Chapter 111 111
Aurélie POV
“Aurélie?” Fabrice’s voice drifts up from downstairs.
“Daddy, there was a really big spider,” Delphine announces brightly as she bolts past me. “Mummy couldn’t get it… but Damien did.” She barrels down the stairs, completely innocent, proudly reporting the great rescue. The tale of the fearless Damien.
I hear her words, but they feel distant, muffled, as though I’m underwater. The pounding of my heart fills my ears, drowning out everything else. Time stretches, slows, thickens as he stands there in front of me.
“I think he knows,” Damien murmurs, his voice low, smooth, threaded with teasing heat.
“Knows?” I swallow hard, my throat painfully dry. My eyes sting, moisture gathering no matter how hard I fight it. They drift to his mouth as he runs his tongue over his lips, as if savoring something unspoken.
Breathe in. Breathe out.
I shouldn’t be here. Not this close. Not like this.
I step back, desperate for space, but his fingers close gently around my elbow, stopping me before I can retreat.
“You’re avoiding me?”
“Yes.” The word slips out on a gasp. I squeeze my eyes shut, and tears escape anyway two of them, traitorous and hot.
He catches both with his thumb. Slowly, deliberately, he brings the salty dampness to his own lips.
“You need to understand something, Aurélie,” he says quietly. “I’m not going anywhere. You can’t push me away.”
His eyes flash no longer entirely human. His wolf surfaces, predatory and intent, the look of something that wants to devour rather than destroy. Every inch of me feels exposed under that gaze.
“Aurélie?” Fabrice calls again from the bottom of the stairs.
I want to answer. I want to move. But I’m frozen, rooted in place, my elbow alive with sparks where Damien still touches me.
“Why are you here?” I whisper, barely audible. He’d seen that I was safe. He’d told me Geneviève was responsible. So why hadn’t he left?
He doesn’t answer. Instead, he leans in and presses a soft kiss to my cheek.
I forget how to breathe.
My legs wobble beneath me, weak and traitorous. As if he senses it, his hand slides to my lower back, steadying me claiming my balance as easily as he could claim me.
“Breathe, Aurélie,” he commands.
I obey, dragging in a deep breath, my lungs burning as oxygen finally floods back into me.
“I need to go,” I whisper.
“Then go.” He releases me. His hand drops away, his touch gone far too quickly.
He follows me downstairs anyway.
Fabrice is standing in the office, an envelope held loosely in his hand.
“Ah, there you are,” he says with a gentle smile as I stop at the doorway.
“Excuse me,” Damien mutters as he brushes past me toward the kitchen.
There was more than enough room in the hallway. He didn’t need to be that close. He knew exactly what he was doing and he enjoyed it.
“Everything okay?” I manage, my voice rough, but my eyes betray me, tracking Damien until he disappears into the kitchen. He glances back once, just once, and our gazes lock. Both wolves surge forward in the same heartbeat.
“Alpha Quentin has sent an invitation,” Fabrice says, placing it into my hands. “The Saint Wolf pack.”
“What for?”
I scan the names. Mine. Fabrice’s. Damien’s and Lucas’s. Maurice. Florence. Dominique and Delphine as well.
A celebration, it says. Nothing more.
“We can’t leave,” I say, lifting my eyes to Fabrice. “Not right now.”
He adjusts his glasses he’s wearing them again.
“Aurélie, I’m fine. And honestly, having three packs’ worth of warriors around you and the children might not be such a terrible idea.”
…
“Why don’t you want to go?” Damien asks later, seated at the round table in my office with Fabrice, Lucas, and Maurice.
“It isn’t safe.”
“You can’t hide here forever,” Maurice says, glancing up from his phone. “You need to show Geneviève you aren’t afraid. You need to show the other packs how strong you are.”
He’d been away from his own pack for far too long. I wondered, not for the first time, who was leading in his absence.
“Go to Saint Wolf,” Damien says evenly. “Take the children. All of us are invited myself, Maurice, Lucas, Fabrice, Florence. We’ll bring additional security, and Alpha Quentin will add his own. Maurice is right. You can’t keep living in the shadows.”
My wolf stirs, agreeing despite my fear.
“I can’t protect them there,” I mutter.
“You won’t need to,” Maurice says gently. “You’re not alone, Aurélie. I’ll have some of my men meet us there. Between four packs, we’ll create a security plan. The children will always be protected.”
The tension in my chest eases, just a fraction.
“What about the mothers?” I mind-link Fabrice. He was forever torn between being a doctor and a beta.
“I have a window before the next expectant mothers arrive,” he replies calmly. “We can manage.”
He places his hand over mine on the table.
A low, warning growl from Damien snaps me out of the link instantly.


Exercise description
Using the records underneath, tally the lines where the word "Image" appears and please give only the count.

○ ○ ○ ○ ○

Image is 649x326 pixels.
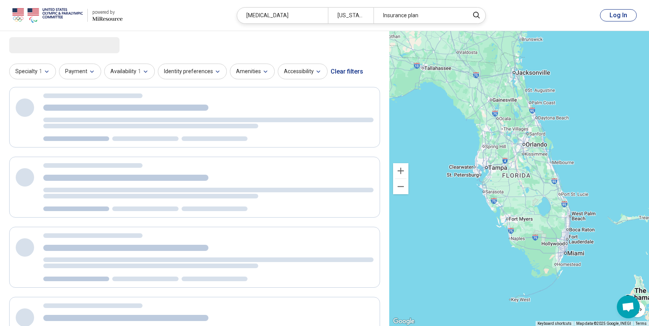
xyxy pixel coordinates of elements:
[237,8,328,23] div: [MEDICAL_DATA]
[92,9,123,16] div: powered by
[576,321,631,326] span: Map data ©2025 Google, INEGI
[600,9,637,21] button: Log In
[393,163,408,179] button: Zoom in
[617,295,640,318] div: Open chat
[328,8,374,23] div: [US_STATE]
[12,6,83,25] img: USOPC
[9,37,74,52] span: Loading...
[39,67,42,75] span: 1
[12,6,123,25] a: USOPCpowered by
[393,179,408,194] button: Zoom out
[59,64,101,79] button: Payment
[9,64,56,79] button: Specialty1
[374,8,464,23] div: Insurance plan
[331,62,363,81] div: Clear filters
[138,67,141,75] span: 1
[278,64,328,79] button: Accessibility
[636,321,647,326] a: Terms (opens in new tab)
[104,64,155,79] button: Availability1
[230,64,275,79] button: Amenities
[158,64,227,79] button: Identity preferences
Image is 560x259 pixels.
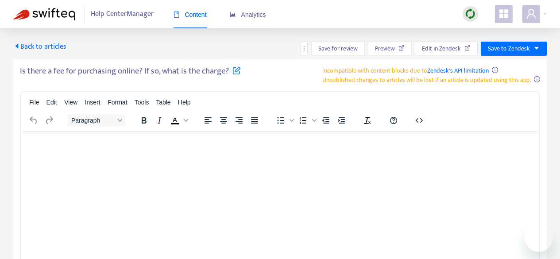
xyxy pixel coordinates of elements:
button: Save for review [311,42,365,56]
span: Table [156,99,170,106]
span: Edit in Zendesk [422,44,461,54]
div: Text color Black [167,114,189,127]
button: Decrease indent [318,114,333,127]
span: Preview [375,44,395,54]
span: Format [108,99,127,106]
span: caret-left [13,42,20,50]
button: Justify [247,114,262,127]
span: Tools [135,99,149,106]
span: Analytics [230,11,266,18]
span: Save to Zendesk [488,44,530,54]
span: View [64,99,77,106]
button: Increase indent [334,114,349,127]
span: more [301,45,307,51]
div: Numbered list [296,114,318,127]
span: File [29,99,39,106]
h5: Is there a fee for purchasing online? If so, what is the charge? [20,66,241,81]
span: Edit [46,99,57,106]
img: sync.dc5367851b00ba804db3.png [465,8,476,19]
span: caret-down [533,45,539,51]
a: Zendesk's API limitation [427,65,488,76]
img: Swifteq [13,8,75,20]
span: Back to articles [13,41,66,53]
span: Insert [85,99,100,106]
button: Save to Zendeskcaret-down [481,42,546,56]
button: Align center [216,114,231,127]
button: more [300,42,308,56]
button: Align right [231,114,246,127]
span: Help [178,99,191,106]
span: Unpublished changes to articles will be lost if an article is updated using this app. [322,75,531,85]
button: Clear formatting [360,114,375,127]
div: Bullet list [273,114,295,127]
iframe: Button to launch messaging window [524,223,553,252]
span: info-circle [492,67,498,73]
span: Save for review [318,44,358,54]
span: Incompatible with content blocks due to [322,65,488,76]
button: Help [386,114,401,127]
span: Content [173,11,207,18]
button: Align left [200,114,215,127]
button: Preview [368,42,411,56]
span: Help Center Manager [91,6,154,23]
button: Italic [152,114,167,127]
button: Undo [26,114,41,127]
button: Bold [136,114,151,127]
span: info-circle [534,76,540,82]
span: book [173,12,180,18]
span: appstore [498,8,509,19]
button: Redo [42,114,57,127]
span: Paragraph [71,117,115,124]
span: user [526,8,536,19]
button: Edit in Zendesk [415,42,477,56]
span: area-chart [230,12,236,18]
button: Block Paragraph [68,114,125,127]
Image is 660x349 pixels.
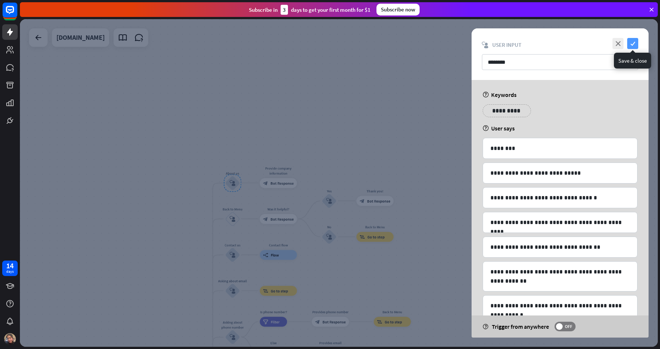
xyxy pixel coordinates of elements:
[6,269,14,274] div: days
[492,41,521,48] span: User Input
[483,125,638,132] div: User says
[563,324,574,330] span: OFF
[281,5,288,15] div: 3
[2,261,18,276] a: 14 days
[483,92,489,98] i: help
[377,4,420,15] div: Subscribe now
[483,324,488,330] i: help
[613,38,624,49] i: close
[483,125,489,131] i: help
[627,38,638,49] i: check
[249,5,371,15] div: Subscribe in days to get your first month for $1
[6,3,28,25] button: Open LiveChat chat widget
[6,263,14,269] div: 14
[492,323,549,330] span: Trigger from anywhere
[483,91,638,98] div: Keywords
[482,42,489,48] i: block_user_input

○ ○ ○ ○ ○

Output below
3